“By November 2022, Snap employees will discuss 10,000 user reports of sextortion each month, while acknowledging that, given the stigma and other barriers to reporting, these reports “may represent only a small portion of this abuse.” ‘,” the latest unsealed version of the lawsuit states that the New Mexico Attorney General filed a lawsuit against Snap. The less redacted version of the document, which we first saw a month ago, adds new details about Snap employees’ alleged knowledge of the scope of the sextortion issue Snap is accused of enabling on its platform.
In one alleged example, employees cited a case with 75 reports “mentioning nudity, minors, and extortion, but the account remained active.” By 2022, Snap’s internal research allegedly found that more than one-third of teenage girls and 30% of teenage boys on its app had “experienced unwanted contact on its platform.” the complaint states.
New details paint a picture of a company that was aware of shortcomings in its services to safeguard children but failed to focus enough on addressing them. “Former Snap trust and safety employees complained that ‘they had less contact with senior executives than at other social media companies and encountered resistance when trying to add in-app security because [Snap CEO] Evan Spiegel prioritized design,” the complaint states.
“…attempts to incorporate in-app security met with resistance because [Snap CEO] Evan Spiegel prioritizes design”
In a statement released by its newsroom, Snap said its app was designed as “a place to communicate with your close circle of friends, with built-in safety guardrails and thoughtful design choices that make it difficult for strangers to interact online.” Minors found on the internet.” Our services. We are constantly evolving our security mechanisms and policies, from leveraging advanced technology to detect and block certain activities, to banning suspicious accounts from being friends, to working with law enforcement and government agencies, and more.
According to the complaint, Snap employees circulated an outside report in 2021 that included examples of alleged predators contacting children as young as 8 years old through Snapchat and obtaining child sexual abuse material. But the complaint said they were concerned that measures to capture such behavior would unduly burden user privacy and “result in disproportionate administrative costs.”
Employees also allegedly discovered risks with certain Snapchat features, such as “Quick Add,” which suggests other users to connect. “We need to come up with new ways to contain our most vulnerable users (minors) and make it harder for predatory users to find them through quick add, search, etc.,” one executive wrote, according to the complaint. “We need to come up with new ways to contain our most vulnerable users (minors). We believe that if we adopt new strategies around inventory generation/restrictions and other technologies to more effectively isolate minors from those outside our network, we can achieve this without significantly degrading the product experience for these users. Snap later made it so that the Quick Add feature would only show up on the accounts of 13- to 17-year-olds if they “had a certain number of mutual friends with that person.” But internally, employees realized the approach still had significant flaws, the complaint said.
The unsealed complaint also includes more details about how Snap allegedly facilitated illegal gun sales. In an undated presentation, the company acknowledged that its platform has “50 posts per day related to illegal gun sales, and these sales of weapons receive 9,000 views per day.” Even if the content is reported, “[r]Reported content is often viewed hundreds of times before being reported.
“Streaks prevent you from being able to unplug for a day”
It also included an acknowledgment of Snapstreaks’ addictive internal communications, in which users were told how many days they continued communicating with other users. “Wow, we should have more addictive features like this,” one employee allegedly wrote, according to a January 2017 email. Another wrote: “Most streakers “It’s our core demographic,” an October 2019 presentation said. “Stripes make it impossible to unplug for a day.”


▶ Instructions to follow: Report every line in the listing that contains the string "xlabel".
----
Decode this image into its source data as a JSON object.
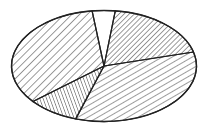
{
  "chart_data": {
    "type": "pie",
    "title": "",
    "style": "hatched 3D-flattened ellipse, no labels",
    "categories": [
      "Slice A (blank)",
      "Slice B (left, hatched)",
      "Slice C (small, dense hatch)",
      "Slice D (bottom, hatched)",
      "Slice E (upper right, dense hatch)"
    ],
    "values": [
      4,
      34,
      9,
      34,
      19
    ],
    "unit": "percent (estimated)",
    "legend": "none",
    "colors": {
      "stroke": "#222222",
      "fill": "#ffffff"
    }
  }
}
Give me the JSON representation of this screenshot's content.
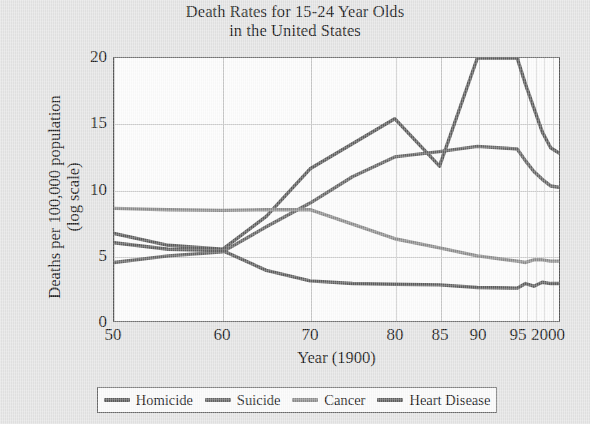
{
  "chart_data": {
    "type": "line",
    "title": "Death Rates for 15-24 Year Olds in the United States",
    "title_line1": "Death Rates for 15-24 Year Olds",
    "title_line2": "in the United States",
    "xlabel": "Year (1900)",
    "ylabel": "Deaths per 100,000 population",
    "ylabel_line1": "Deaths per 100,000 population",
    "ylabel_line2": "(log scale)",
    "yscale_note": "(log scale)",
    "grid": true,
    "legend_position": "bottom",
    "ylim": [
      0,
      20
    ],
    "yticks": [
      0,
      5,
      10,
      15,
      20
    ],
    "ytick_labels": [
      "0",
      "5",
      "10",
      "15",
      "20"
    ],
    "xtick_labels": [
      "50",
      "60",
      "70",
      "80",
      "85",
      "90",
      "95",
      "2000"
    ],
    "xtick_positions": [
      50,
      60,
      70,
      80,
      85,
      90,
      95,
      100
    ],
    "x": [
      50,
      55,
      60,
      65,
      70,
      75,
      80,
      85,
      90,
      95,
      96,
      97,
      98,
      99,
      100
    ],
    "series": [
      {
        "name": "Homicide",
        "color": "#5d5d5d",
        "values": [
          6.7,
          5.8,
          5.5,
          8.0,
          11.6,
          13.5,
          15.4,
          11.8,
          20.0,
          20.0,
          18.0,
          16.2,
          14.4,
          13.2,
          12.8
        ]
      },
      {
        "name": "Suicide",
        "color": "#666666",
        "values": [
          4.5,
          5.0,
          5.3,
          7.2,
          9.0,
          11.0,
          12.5,
          12.9,
          13.3,
          13.1,
          12.2,
          11.4,
          10.8,
          10.3,
          10.2
        ]
      },
      {
        "name": "Cancer",
        "color": "#8d8d8d",
        "values": [
          8.6,
          8.5,
          8.45,
          8.5,
          8.5,
          7.4,
          6.3,
          5.6,
          5.0,
          4.6,
          4.5,
          4.7,
          4.7,
          4.6,
          4.6
        ]
      },
      {
        "name": "Heart Disease",
        "color": "#5f5f5f",
        "values": [
          6.0,
          5.5,
          5.4,
          3.9,
          3.1,
          2.9,
          2.85,
          2.8,
          2.6,
          2.55,
          2.9,
          2.7,
          3.0,
          2.9,
          2.9
        ]
      }
    ]
  },
  "legend": {
    "items": [
      {
        "label": "Homicide",
        "color": "#5d5d5d"
      },
      {
        "label": "Suicide",
        "color": "#666666"
      },
      {
        "label": "Cancer",
        "color": "#8d8d8d"
      },
      {
        "label": "Heart Disease",
        "color": "#5f5f5f"
      }
    ]
  }
}
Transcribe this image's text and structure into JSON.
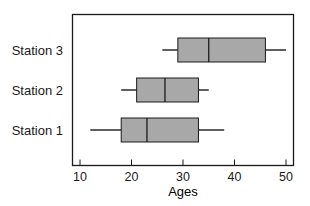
{
  "chart_data": {
    "type": "boxplot",
    "title": "",
    "xlabel": "Ages",
    "ylabel": "",
    "xlim": [
      8.5,
      51.5
    ],
    "xticks": [
      10,
      20,
      30,
      40,
      50
    ],
    "grid": false,
    "legend": null,
    "orientation": "horizontal",
    "categories": [
      "Station 1",
      "Station 2",
      "Station 3"
    ],
    "series": [
      {
        "name": "Station 1",
        "min": 12,
        "q1": 18,
        "median": 23,
        "q3": 33,
        "max": 38
      },
      {
        "name": "Station 2",
        "min": 18,
        "q1": 21,
        "median": 26.5,
        "q3": 33,
        "max": 35
      },
      {
        "name": "Station 3",
        "min": 26,
        "q1": 29,
        "median": 35,
        "q3": 46,
        "max": 50
      }
    ]
  },
  "colors": {
    "box_fill": "#a8a8a8",
    "stroke": "#1a1a1a"
  }
}
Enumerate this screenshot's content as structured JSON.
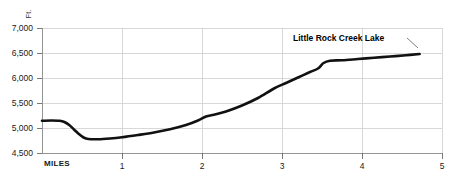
{
  "chart_data": {
    "type": "line",
    "title": "",
    "subtitle": "",
    "xlabel": "MILES",
    "ylabel": "Ft.",
    "xlim": [
      0,
      5
    ],
    "ylim": [
      4500,
      7000
    ],
    "grid": true,
    "legend": null,
    "x_ticks": [
      "1",
      "2",
      "3",
      "4",
      "5"
    ],
    "x_tick_values": [
      1,
      2,
      3,
      4,
      5
    ],
    "y_ticks": [
      "7,000",
      "6,500",
      "6,000",
      "5,500",
      "5,000",
      "4,500"
    ],
    "y_tick_values": [
      7000,
      6500,
      6000,
      5500,
      5000,
      4500
    ],
    "series": [
      {
        "name": "elevation-profile",
        "color": "#111111",
        "x": [
          0.0,
          0.12,
          0.22,
          0.28,
          0.34,
          0.4,
          0.46,
          0.52,
          0.58,
          0.7,
          0.85,
          1.0,
          1.2,
          1.4,
          1.6,
          1.8,
          1.95,
          2.05,
          2.15,
          2.3,
          2.5,
          2.7,
          2.9,
          3.05,
          3.2,
          3.35,
          3.45,
          3.52,
          3.6,
          3.75,
          3.95,
          4.15,
          4.35,
          4.55,
          4.72
        ],
        "y": [
          5145,
          5150,
          5145,
          5120,
          5060,
          4970,
          4880,
          4810,
          4780,
          4775,
          4790,
          4815,
          4860,
          4910,
          4975,
          5060,
          5150,
          5230,
          5265,
          5330,
          5450,
          5600,
          5790,
          5900,
          6010,
          6120,
          6190,
          6300,
          6345,
          6355,
          6380,
          6405,
          6430,
          6455,
          6480
        ]
      }
    ],
    "annotations": [
      {
        "name": "little-rock-creek-lake",
        "text": "Little Rock Creek Lake",
        "text_x": 293,
        "text_y": 41,
        "leader": [
          [
            407,
            38
          ],
          [
            418,
            48
          ]
        ]
      }
    ]
  },
  "axis_labels": {
    "y_unit": "Ft.",
    "x_name": "MILES"
  }
}
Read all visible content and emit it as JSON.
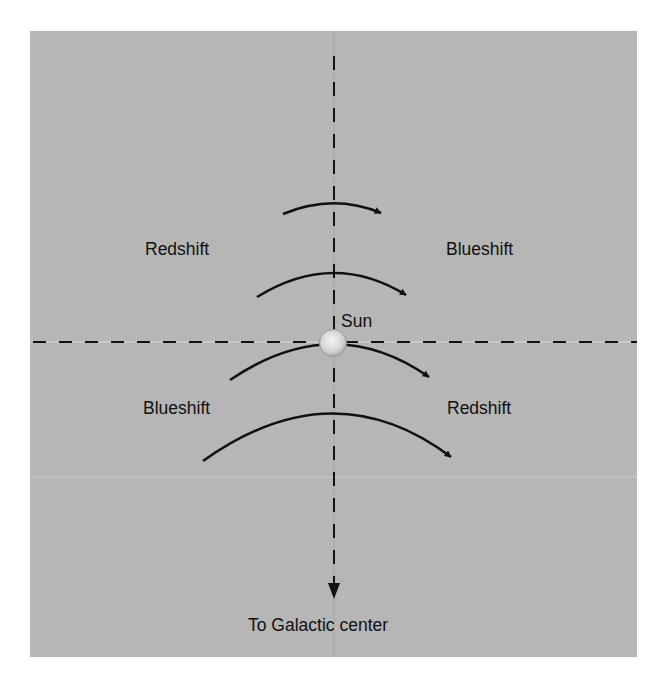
{
  "diagram": {
    "colors": {
      "background": "#ffffff",
      "panel": "#b6b6b6",
      "ink": "#111111",
      "sun_fill": "#d9d9d9"
    },
    "labels": {
      "upper_left": "Redshift",
      "upper_right": "Blueshift",
      "lower_left": "Blueshift",
      "lower_right": "Redshift",
      "sun": "Sun",
      "direction": "To Galactic center"
    },
    "arrows": [
      {
        "id": "arrow-1",
        "from": [
          283,
          214
        ],
        "apex": [
          333,
          203
        ],
        "to": [
          383,
          213
        ]
      },
      {
        "id": "arrow-2",
        "from": [
          257,
          297
        ],
        "apex": [
          333,
          273
        ],
        "to": [
          408,
          295
        ]
      },
      {
        "id": "arrow-3",
        "from": [
          230,
          380
        ],
        "apex": [
          333,
          344
        ],
        "to": [
          431,
          377
        ]
      },
      {
        "id": "arrow-4",
        "from": [
          203,
          461
        ],
        "apex": [
          333,
          414
        ],
        "to": [
          453,
          457
        ]
      }
    ],
    "axes": {
      "vertical_x": 334,
      "horizontal_y": 342
    }
  }
}
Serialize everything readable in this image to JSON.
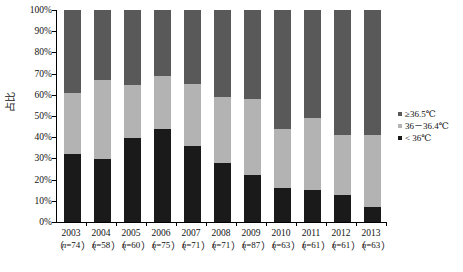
{
  "chart_data": {
    "type": "bar",
    "subtype": "stacked-bar-100-percent",
    "title": "",
    "xlabel": "",
    "ylabel": "占比",
    "ylim": [
      0,
      100
    ],
    "yunit": "%",
    "grid": false,
    "legend_position": "right",
    "categories": [
      "2003",
      "2004",
      "2005",
      "2006",
      "2007",
      "2008",
      "2009",
      "2010",
      "2011",
      "2012",
      "2013"
    ],
    "sample_sizes": [
      "n=74",
      "n=58",
      "n=60",
      "n=75",
      "n=71",
      "n=71",
      "n=87",
      "n=63",
      "n=61",
      "n=61",
      "n=63"
    ],
    "ytick_labels": [
      "0%",
      "10%",
      "20%",
      "30%",
      "40%",
      "50%",
      "60%",
      "70%",
      "80%",
      "90%",
      "100%"
    ],
    "ytick_values": [
      0,
      10,
      20,
      30,
      40,
      50,
      60,
      70,
      80,
      90,
      100
    ],
    "series": [
      {
        "name": "< 36℃",
        "color": "#1a1a1a",
        "values": [
          32,
          29.5,
          39.5,
          44,
          36,
          28,
          22,
          16,
          15,
          12.5,
          7
        ]
      },
      {
        "name": "36–36.4℃",
        "color": "#b3b3b3",
        "values": [
          29,
          37.5,
          25,
          25,
          29,
          31,
          36,
          28,
          34,
          28.5,
          34
        ]
      },
      {
        "name": "≥36.5℃",
        "color": "#595959",
        "values": [
          39,
          33,
          35.5,
          31,
          35,
          41,
          42,
          56,
          51,
          59,
          59
        ]
      }
    ]
  },
  "legend": {
    "items": [
      {
        "label": "≥36.5℃",
        "color": "#595959"
      },
      {
        "label": "36－36.4℃",
        "color": "#b3b3b3"
      },
      {
        "label": "< 36℃",
        "color": "#1a1a1a"
      }
    ]
  },
  "axis": {
    "y_title": "占比"
  },
  "paren": {
    "open": "（",
    "close": "）",
    "separator": "）（"
  }
}
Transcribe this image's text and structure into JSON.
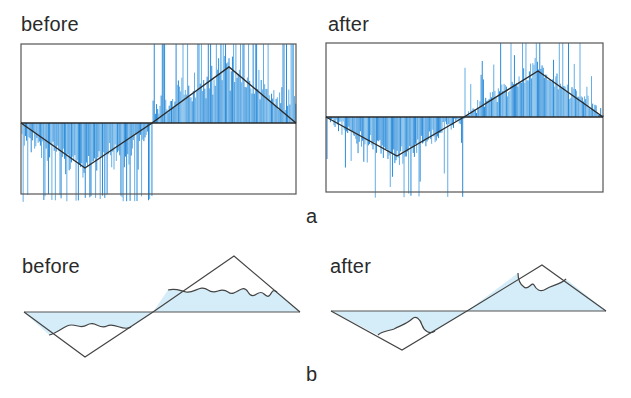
{
  "figure": {
    "panel_a": {
      "label": "a",
      "before": {
        "title": "before",
        "frame": {
          "x": 21,
          "y": 44,
          "w": 275,
          "h": 150
        },
        "center_y": 123,
        "wave": [
          [
            21,
            123
          ],
          [
            85,
            168
          ],
          [
            152,
            123
          ],
          [
            229,
            67
          ],
          [
            296,
            123
          ]
        ],
        "noise": {
          "seed": 7,
          "amplitude": "high",
          "spike_overflow": 8
        }
      },
      "after": {
        "title": "after",
        "frame": {
          "x": 326,
          "y": 43,
          "w": 277,
          "h": 149
        },
        "center_y": 117,
        "wave": [
          [
            326,
            117
          ],
          [
            397,
            156
          ],
          [
            464,
            117
          ],
          [
            538,
            71
          ],
          [
            603,
            117
          ]
        ],
        "noise": {
          "seed": 19,
          "amplitude": "low",
          "spike_overflow": 6
        }
      }
    },
    "panel_b": {
      "label": "b",
      "before": {
        "title": "before",
        "axis_y": 312,
        "triangle": [
          [
            24,
            312
          ],
          [
            85,
            357
          ],
          [
            153,
            312
          ],
          [
            234,
            256
          ],
          [
            300,
            312
          ]
        ]
      },
      "after": {
        "title": "after",
        "axis_y": 311,
        "triangle": [
          [
            331,
            311
          ],
          [
            402,
            350
          ],
          [
            467,
            311
          ],
          [
            542,
            265
          ],
          [
            606,
            311
          ]
        ]
      }
    },
    "colors": {
      "bars": "#2b8bd9",
      "bars_light": "#63aee6",
      "fill": "#d5edf8",
      "line": "#2a2a2a",
      "frame": "#555555"
    }
  }
}
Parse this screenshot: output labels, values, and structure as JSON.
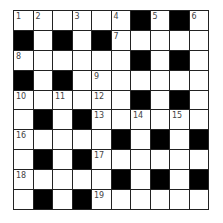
{
  "puzzle": {
    "rows": 10,
    "cols": 10,
    "colors": {
      "block": "#000000",
      "cell": "#ffffff",
      "border": "#222222",
      "number": "#444444"
    },
    "layout": [
      "..........",
      "#.#.#.....",
      "......#.#.",
      "#.#.......",
      "......#.#.",
      ".#.#......",
      ".....#.#.#",
      ".#.#......",
      ".....#.#.#",
      ".#.#......"
    ],
    "grid_fix_row0": "......#.#.",
    "numbers": [
      {
        "r": 0,
        "c": 0,
        "n": "1"
      },
      {
        "r": 0,
        "c": 1,
        "n": "2"
      },
      {
        "r": 0,
        "c": 3,
        "n": "3"
      },
      {
        "r": 0,
        "c": 5,
        "n": "4"
      },
      {
        "r": 0,
        "c": 7,
        "n": "5"
      },
      {
        "r": 0,
        "c": 9,
        "n": "6"
      },
      {
        "r": 1,
        "c": 5,
        "n": "7"
      },
      {
        "r": 2,
        "c": 0,
        "n": "8"
      },
      {
        "r": 3,
        "c": 4,
        "n": "9"
      },
      {
        "r": 4,
        "c": 0,
        "n": "10"
      },
      {
        "r": 4,
        "c": 2,
        "n": "11"
      },
      {
        "r": 4,
        "c": 4,
        "n": "12"
      },
      {
        "r": 5,
        "c": 4,
        "n": "13"
      },
      {
        "r": 5,
        "c": 6,
        "n": "14"
      },
      {
        "r": 5,
        "c": 8,
        "n": "15"
      },
      {
        "r": 6,
        "c": 0,
        "n": "16"
      },
      {
        "r": 7,
        "c": 4,
        "n": "17"
      },
      {
        "r": 8,
        "c": 0,
        "n": "18"
      },
      {
        "r": 9,
        "c": 4,
        "n": "19"
      }
    ]
  }
}
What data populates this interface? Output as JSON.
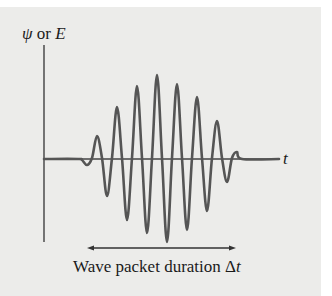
{
  "figure": {
    "y_axis_label_symbol1": "ψ",
    "y_axis_label_or": " or ",
    "y_axis_label_symbol2": "E",
    "x_axis_label": "t",
    "caption_text": "Wave packet duration ",
    "caption_symbol": "Δt",
    "colors": {
      "background": "#ececea",
      "wave": "#555555",
      "axis": "#333333",
      "text": "#1a1a1a"
    }
  },
  "chart_data": {
    "type": "line",
    "title": "",
    "xlabel": "t",
    "ylabel": "ψ or E",
    "axis_origin_px": [
      44,
      159
    ],
    "points_px": [
      [
        44,
        159
      ],
      [
        78,
        159
      ],
      [
        82,
        160
      ],
      [
        87,
        165
      ],
      [
        92,
        158
      ],
      [
        97,
        136
      ],
      [
        102,
        158
      ],
      [
        107,
        196
      ],
      [
        112,
        158
      ],
      [
        117,
        107
      ],
      [
        122,
        158
      ],
      [
        127,
        220
      ],
      [
        132,
        158
      ],
      [
        137,
        86
      ],
      [
        142,
        158
      ],
      [
        147,
        233
      ],
      [
        152,
        158
      ],
      [
        157,
        75
      ],
      [
        162,
        158
      ],
      [
        167,
        242
      ],
      [
        172,
        158
      ],
      [
        177,
        84
      ],
      [
        182,
        158
      ],
      [
        187,
        230
      ],
      [
        192,
        158
      ],
      [
        197,
        97
      ],
      [
        202,
        158
      ],
      [
        207,
        211
      ],
      [
        212,
        158
      ],
      [
        217,
        121
      ],
      [
        222,
        158
      ],
      [
        227,
        182
      ],
      [
        232,
        158
      ],
      [
        237,
        152
      ],
      [
        242,
        159
      ],
      [
        279,
        159
      ]
    ],
    "duration_arrow_px": {
      "x1": 88,
      "x2": 235,
      "y": 248
    }
  }
}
----
▶ Solution to this problem:
    "xlabel": "Year (1900)",
    "xlabel": "Ages",
    "xlabel": "MILES",
    "xlabel": "",
    "xlabel": "t",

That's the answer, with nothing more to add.